WHO scientists traced 13 COVID-19 strains to Wuhan from late 2019
Investigators from the World Health Organization (WHO) looking into the origins of coronavirus in China have discovered signs the outbreak was much wider in Wuhan in December 2019 than previously thought, and are urgently seeking access to hundreds of thousands of blood samples from the city that China has not so far let them examine, CNN reported.
The lead investigator for the WHO mission, Peter Ben Embarek, told CNN that the mission had found several signs of the more wide-ranging 2019 spread, including establishing for the first time there were over a dozen strains of the virus in Wuhan already in December.
The WHO food safety specialist added the team had been presented by Chinese scientists with 174 cases of coronavirus in and around Wuhan in December 2019. Of these 100 had been confirmed by laboratory tests, he said, and another 74 through the clinical diagnosis of the patient's symptoms.
Ben Embarek said it was possible this larger number -- of likely severe cases that had been noticed by Chinese doctors early on -- meant the disease could have hit an estimated 1,000-plus people in Wuhan that December.
Ben Embarek said the mission -- which comprised 17 WHO scientists and 17 Chinese -- had broadened the type of virus genetic material they examined from early coronavirus cases that first December. As a result, they were able to gather for the first time 13 different genetic sequences of the SARS-COV-2 virus from December 2019. The sequences, if examined with wider patient data in China across 2019, could provide valuable clues about the geography and timing of the outbreak before December.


Your task is to transcribe the records exactly, skipping every image.

BEGIN Provided data

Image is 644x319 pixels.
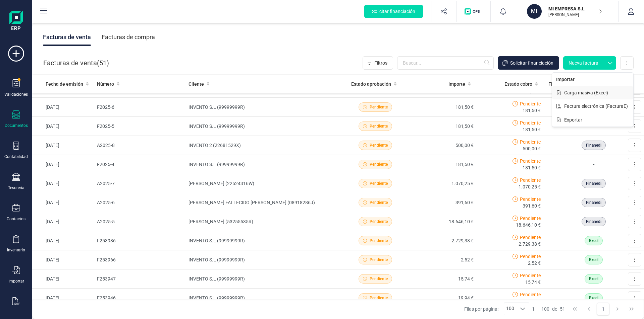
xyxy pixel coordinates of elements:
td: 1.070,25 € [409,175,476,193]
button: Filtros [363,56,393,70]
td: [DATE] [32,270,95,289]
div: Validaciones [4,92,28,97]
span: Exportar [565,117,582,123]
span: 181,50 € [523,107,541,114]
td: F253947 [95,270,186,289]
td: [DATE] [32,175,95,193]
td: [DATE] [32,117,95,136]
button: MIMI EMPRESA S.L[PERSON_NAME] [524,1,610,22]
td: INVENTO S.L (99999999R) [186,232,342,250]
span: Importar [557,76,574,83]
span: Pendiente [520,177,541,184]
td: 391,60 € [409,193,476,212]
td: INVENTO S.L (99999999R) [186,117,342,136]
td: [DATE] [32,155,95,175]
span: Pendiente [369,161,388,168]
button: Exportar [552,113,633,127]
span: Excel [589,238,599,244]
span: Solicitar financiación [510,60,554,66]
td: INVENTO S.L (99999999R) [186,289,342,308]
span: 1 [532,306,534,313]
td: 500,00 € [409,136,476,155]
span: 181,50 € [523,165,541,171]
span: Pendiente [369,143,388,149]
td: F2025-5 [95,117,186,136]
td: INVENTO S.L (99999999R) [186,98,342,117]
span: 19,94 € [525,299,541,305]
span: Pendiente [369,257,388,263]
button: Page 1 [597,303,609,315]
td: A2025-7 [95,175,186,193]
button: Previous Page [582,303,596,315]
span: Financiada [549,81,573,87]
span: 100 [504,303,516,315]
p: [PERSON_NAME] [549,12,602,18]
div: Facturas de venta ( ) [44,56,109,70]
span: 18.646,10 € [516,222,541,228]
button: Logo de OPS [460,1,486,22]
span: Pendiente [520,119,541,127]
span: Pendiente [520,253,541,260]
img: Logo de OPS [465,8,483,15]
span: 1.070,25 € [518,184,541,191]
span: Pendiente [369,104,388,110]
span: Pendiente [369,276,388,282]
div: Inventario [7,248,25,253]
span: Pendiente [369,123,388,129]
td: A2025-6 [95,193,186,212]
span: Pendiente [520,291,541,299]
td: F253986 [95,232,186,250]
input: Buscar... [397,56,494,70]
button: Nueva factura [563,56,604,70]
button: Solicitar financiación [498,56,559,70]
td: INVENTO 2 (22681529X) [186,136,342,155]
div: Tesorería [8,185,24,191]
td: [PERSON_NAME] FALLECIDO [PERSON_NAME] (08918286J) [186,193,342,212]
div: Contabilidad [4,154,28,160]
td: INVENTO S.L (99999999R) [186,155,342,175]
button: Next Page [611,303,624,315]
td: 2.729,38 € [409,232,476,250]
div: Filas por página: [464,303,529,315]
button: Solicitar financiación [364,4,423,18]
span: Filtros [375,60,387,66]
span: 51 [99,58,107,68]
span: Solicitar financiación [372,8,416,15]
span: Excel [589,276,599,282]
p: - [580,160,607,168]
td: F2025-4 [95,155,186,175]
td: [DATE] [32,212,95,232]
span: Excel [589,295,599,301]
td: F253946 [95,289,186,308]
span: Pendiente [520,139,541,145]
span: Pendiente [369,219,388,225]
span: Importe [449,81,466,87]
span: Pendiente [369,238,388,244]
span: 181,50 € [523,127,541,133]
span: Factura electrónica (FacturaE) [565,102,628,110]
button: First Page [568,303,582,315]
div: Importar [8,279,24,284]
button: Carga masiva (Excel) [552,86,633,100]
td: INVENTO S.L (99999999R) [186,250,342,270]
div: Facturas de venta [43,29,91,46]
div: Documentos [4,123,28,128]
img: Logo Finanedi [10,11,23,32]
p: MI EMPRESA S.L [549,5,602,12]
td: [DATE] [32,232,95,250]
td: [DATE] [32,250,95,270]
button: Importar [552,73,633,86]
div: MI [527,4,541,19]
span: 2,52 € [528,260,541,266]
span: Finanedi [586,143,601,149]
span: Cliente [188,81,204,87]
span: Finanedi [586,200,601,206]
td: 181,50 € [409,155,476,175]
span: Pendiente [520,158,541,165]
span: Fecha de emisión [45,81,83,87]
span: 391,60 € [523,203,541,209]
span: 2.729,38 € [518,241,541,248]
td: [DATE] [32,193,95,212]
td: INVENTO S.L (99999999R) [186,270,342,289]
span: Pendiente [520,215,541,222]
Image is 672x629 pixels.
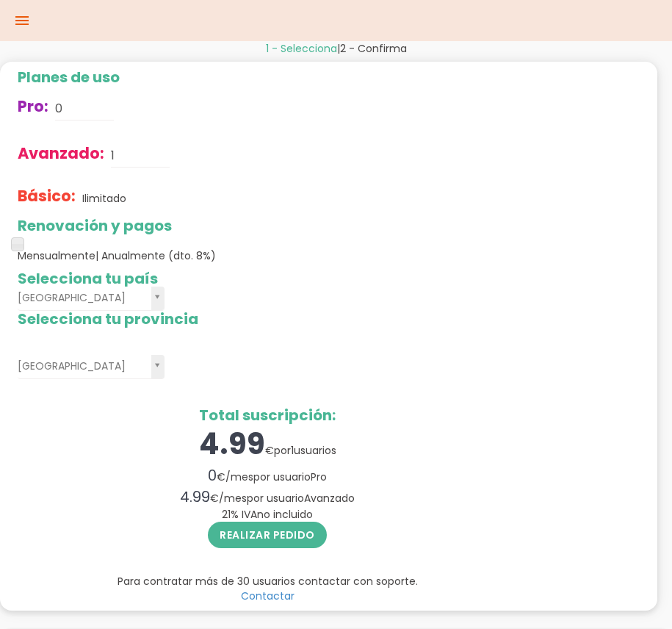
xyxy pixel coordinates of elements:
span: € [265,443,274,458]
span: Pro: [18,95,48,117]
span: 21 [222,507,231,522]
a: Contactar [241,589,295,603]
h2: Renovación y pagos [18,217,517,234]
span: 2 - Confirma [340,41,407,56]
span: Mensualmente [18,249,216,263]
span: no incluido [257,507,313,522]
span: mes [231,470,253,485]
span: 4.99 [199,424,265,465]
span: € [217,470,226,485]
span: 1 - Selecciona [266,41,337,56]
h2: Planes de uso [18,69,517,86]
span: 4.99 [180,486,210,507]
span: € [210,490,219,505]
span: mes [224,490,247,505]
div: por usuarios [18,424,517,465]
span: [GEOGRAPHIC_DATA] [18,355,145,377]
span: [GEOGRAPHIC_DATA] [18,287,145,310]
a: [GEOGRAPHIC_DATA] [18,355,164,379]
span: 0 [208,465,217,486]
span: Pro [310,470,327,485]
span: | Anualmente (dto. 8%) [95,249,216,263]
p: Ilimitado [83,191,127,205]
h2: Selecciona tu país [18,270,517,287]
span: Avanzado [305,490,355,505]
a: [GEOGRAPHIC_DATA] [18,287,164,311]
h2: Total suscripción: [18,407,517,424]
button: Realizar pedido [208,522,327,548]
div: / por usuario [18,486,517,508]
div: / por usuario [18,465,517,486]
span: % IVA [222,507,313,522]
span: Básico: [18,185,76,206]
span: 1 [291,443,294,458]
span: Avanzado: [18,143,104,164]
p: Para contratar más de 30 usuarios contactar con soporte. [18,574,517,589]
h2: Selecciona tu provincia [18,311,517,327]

END Provided data

Response:
Image is 644x319 pixels.
xyxy pixel coordinates of elements:
td: 1.070,25 € [409,175,476,193]
button: Filtros [363,56,393,70]
td: [DATE] [32,270,95,289]
div: Validaciones [4,92,28,97]
span: Exportar [565,117,582,123]
span: 181,50 € [523,107,541,114]
td: F253947 [95,270,186,289]
td: [DATE] [32,175,95,193]
td: [DATE] [32,117,95,136]
button: MIMI EMPRESA S.L[PERSON_NAME] [524,1,610,22]
td: INVENTO S.L (99999999R) [186,232,342,250]
span: Importar [557,76,574,83]
span: Pendiente [520,177,541,184]
td: 391,60 € [409,193,476,212]
td: INVENTO S.L (99999999R) [186,117,342,136]
td: [DATE] [32,155,95,175]
span: Pendiente [369,161,388,168]
button: Exportar [552,113,633,127]
span: Excel [589,238,599,244]
span: Solicitar financiación [510,60,554,66]
td: INVENTO S.L (99999999R) [186,289,342,308]
span: 1 [532,306,534,313]
td: 500,00 € [409,136,476,155]
span: 181,50 € [523,165,541,171]
span: Pendiente [369,143,388,149]
td: F2025-5 [95,117,186,136]
td: INVENTO S.L (99999999R) [186,98,342,117]
span: 19,94 € [525,299,541,305]
span: Pendiente [369,257,388,263]
button: Page 1 [597,303,609,315]
td: A2025-7 [95,175,186,193]
button: Previous Page [582,303,596,315]
span: Financiada [549,81,573,87]
span: 100 [504,303,516,315]
p: [PERSON_NAME] [549,12,602,18]
div: Facturas de venta ( ) [44,56,109,70]
span: 18.646,10 € [516,222,541,228]
button: Logo de OPS [460,1,486,22]
span: Pendiente [520,119,541,127]
span: Pendiente [520,253,541,260]
img: Logo de OPS [465,8,483,15]
span: 1.070,25 € [518,184,541,191]
span: Pendiente [369,104,388,110]
span: Pendiente [369,276,388,282]
div: Inventario [7,248,25,253]
span: Pendiente [369,123,388,129]
td: A2025-6 [95,193,186,212]
span: Pendiente [520,291,541,299]
td: F253986 [95,232,186,250]
input: Buscar... [397,56,494,70]
button: Nueva factura [563,56,604,70]
button: Solicitar financiación [498,56,559,70]
td: INVENTO 2 (22681529X) [186,136,342,155]
div: Tesorería [8,185,24,191]
td: [PERSON_NAME] FALLECIDO [PERSON_NAME] (08918286J) [186,193,342,212]
div: Contabilidad [4,154,28,160]
td: INVENTO S.L (99999999R) [186,155,342,175]
button: Next Page [611,303,624,315]
td: 2.729,38 € [409,232,476,250]
div: Filas por página: [464,303,529,315]
button: Solicitar financiación [364,4,423,18]
span: Filtros [375,60,387,66]
span: 51 [99,58,107,68]
span: Solicitar financiación [372,8,416,15]
span: Excel [589,276,599,282]
p: - [580,160,607,168]
td: F2025-4 [95,155,186,175]
td: [DATE] [32,212,95,232]
span: Excel [589,295,599,301]
td: F253946 [95,289,186,308]
span: Pendiente [520,139,541,145]
span: Pendiente [369,219,388,225]
span: Importe [449,81,466,87]
span: Pendiente [369,238,388,244]
span: 181,50 € [523,127,541,133]
span: Factura electrónica (FacturaE) [565,102,628,110]
button: First Page [568,303,582,315]
div: Importar [8,279,24,284]
button: Carga masiva (Excel) [552,86,633,100]
td: INVENTO S.L (99999999R) [186,250,342,270]
div: Facturas de venta [43,29,91,46]
div: Documentos [4,123,28,128]
img: Logo Finanedi [10,11,23,32]
p: MI EMPRESA S.L [549,5,602,12]
td: [DATE] [32,232,95,250]
td: [DATE] [32,250,95,270]
button: Importar [552,73,633,86]
div: MI [527,4,541,19]
span: 2,52 € [528,260,541,266]
span: Finanedi [586,143,601,149]
span: Cliente [188,81,204,87]
span: Finanedi [586,200,601,206]
td: 181,50 € [409,155,476,175]
span: Pendiente [520,158,541,165]
span: Fecha de emisión [45,81,83,87]
span: 391,60 € [523,203,541,209]
span: 2.729,38 € [518,241,541,248]
td: [DATE] [32,193,95,212]
td: INVENTO S.L (99999999R) [186,270,342,289]
span: Pendiente [520,215,541,222]
Image is 672x629 pixels.
xyxy pixel coordinates of elements:
span: € [265,443,274,458]
span: Pro: [18,95,48,117]
span: 21 [222,507,231,522]
a: Contactar [241,589,295,603]
h2: Renovación y pagos [18,217,517,234]
span: 2 - Confirma [340,41,407,56]
span: Mensualmente [18,249,216,263]
span: no incluido [257,507,313,522]
span: mes [231,470,253,485]
span: 4.99 [199,424,265,465]
span: € [217,470,226,485]
span: 1 - Selecciona [266,41,337,56]
h2: Planes de uso [18,69,517,86]
span: 4.99 [180,486,210,507]
span: € [210,490,219,505]
span: mes [224,490,247,505]
div: por usuarios [18,424,517,465]
span: [GEOGRAPHIC_DATA] [18,355,145,377]
span: [GEOGRAPHIC_DATA] [18,287,145,310]
a: [GEOGRAPHIC_DATA] [18,355,164,379]
span: 0 [208,465,217,486]
span: Pro [310,470,327,485]
span: | Anualmente (dto. 8%) [95,249,216,263]
p: Ilimitado [83,191,127,205]
h2: Selecciona tu país [18,270,517,287]
span: Avanzado [305,490,355,505]
a: [GEOGRAPHIC_DATA] [18,287,164,311]
h2: Total suscripción: [18,407,517,424]
button: Realizar pedido [208,522,327,548]
div: / por usuario [18,486,517,508]
div: / por usuario [18,465,517,486]
span: % IVA [222,507,313,522]
span: Básico: [18,185,76,206]
span: 1 [291,443,294,458]
span: Avanzado: [18,143,104,164]
p: Para contratar más de 30 usuarios contactar con soporte. [18,574,517,589]
h2: Selecciona tu provincia [18,311,517,327]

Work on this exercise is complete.